To ensure standardization of metrics, we use Looker as our business intelligence tool. It allows us to define and query our metrics from the same interface. This ensures that our metrics are always calculated the same way for analysis, at the time of query.

Most of our data flows into our Amazon S3 data lake, and eventually into our data warehouse powered by Amazon Redshift. Any analytic queries generally run on Redshift on transformed and modeled data. Our data lake exists to be the place where all of our data lives— both raw and transformed. One of the benefits of our data lake in S3 is the ease of integration with Amazon’s data tools (for example, Amazon EMR, Athena, Redshift). It also enables our data scientists and machine learning engineers to easily build and train our machine learning models on raw data, and quickly deploy them to be used in production.

What’s next?

Over the last three and a half years, these decisions have better positioned the Drop technology stack to better enable our engineers to focus on building Drop into a product that accomplishes our core mission. As well, we’re spending a lot of time investing in our developer infrastructure to ensure developer productivity remains high.

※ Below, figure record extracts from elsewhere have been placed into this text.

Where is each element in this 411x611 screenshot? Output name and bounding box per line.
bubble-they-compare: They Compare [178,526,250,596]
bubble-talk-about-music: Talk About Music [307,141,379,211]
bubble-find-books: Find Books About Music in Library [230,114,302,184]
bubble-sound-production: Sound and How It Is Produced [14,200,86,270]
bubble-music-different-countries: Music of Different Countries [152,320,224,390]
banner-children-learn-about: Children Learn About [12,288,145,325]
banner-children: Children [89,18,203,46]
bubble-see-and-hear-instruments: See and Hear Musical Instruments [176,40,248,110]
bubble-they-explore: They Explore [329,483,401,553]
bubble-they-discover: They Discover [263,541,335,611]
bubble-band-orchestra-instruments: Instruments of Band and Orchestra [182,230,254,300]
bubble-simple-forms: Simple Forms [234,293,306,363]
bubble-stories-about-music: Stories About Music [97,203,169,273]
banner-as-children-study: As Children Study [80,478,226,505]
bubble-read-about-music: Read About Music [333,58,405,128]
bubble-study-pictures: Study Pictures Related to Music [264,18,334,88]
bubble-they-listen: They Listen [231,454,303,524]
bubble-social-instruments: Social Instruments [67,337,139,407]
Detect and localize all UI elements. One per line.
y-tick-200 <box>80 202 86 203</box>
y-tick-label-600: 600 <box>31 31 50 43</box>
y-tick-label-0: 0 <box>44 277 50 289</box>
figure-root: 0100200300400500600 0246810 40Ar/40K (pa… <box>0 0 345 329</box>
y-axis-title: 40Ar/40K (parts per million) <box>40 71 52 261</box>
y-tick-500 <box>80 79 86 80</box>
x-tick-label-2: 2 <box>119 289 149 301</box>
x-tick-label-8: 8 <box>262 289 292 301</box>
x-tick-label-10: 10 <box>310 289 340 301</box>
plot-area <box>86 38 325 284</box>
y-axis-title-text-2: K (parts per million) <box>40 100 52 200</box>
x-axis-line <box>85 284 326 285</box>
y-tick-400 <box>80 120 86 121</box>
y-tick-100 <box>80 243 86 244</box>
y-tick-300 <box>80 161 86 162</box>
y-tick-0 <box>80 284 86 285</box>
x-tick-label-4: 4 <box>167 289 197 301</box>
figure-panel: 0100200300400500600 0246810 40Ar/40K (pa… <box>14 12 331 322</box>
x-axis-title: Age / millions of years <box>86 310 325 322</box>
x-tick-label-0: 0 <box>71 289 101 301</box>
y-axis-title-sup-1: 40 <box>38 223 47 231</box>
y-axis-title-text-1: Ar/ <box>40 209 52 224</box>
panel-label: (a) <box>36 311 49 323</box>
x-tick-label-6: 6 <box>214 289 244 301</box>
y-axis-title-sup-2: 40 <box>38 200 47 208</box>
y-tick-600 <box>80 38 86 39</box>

Some examples of current or future projects are:

  1. Re-architecture of our transaction ingestion engine to be more performant, and minimizing the time it takes between members spending at our partners, and members getting the Drop points for spending there.
  2. Using our spend data to build machine learning models to better understand our members, for the purpose of surfacing relevant offers at relevant times.
  3. Defining patterns and libraries for how services will communicate with the Rails application and vice versa, for extracting out key flows from the Rails app.
  4. Building an experimentation platform that allows us to quickly define experiments, audiences, metrics tracked, and be able to see its performance easily

We’ll be writing more about some of the challenges involved with the cool things we’re building, so check back for more posts by the Drop engineering team.

Does the way that we build resonate with you? Well you’ll be happy to know that we’re hiring! Take a look at our open roles here.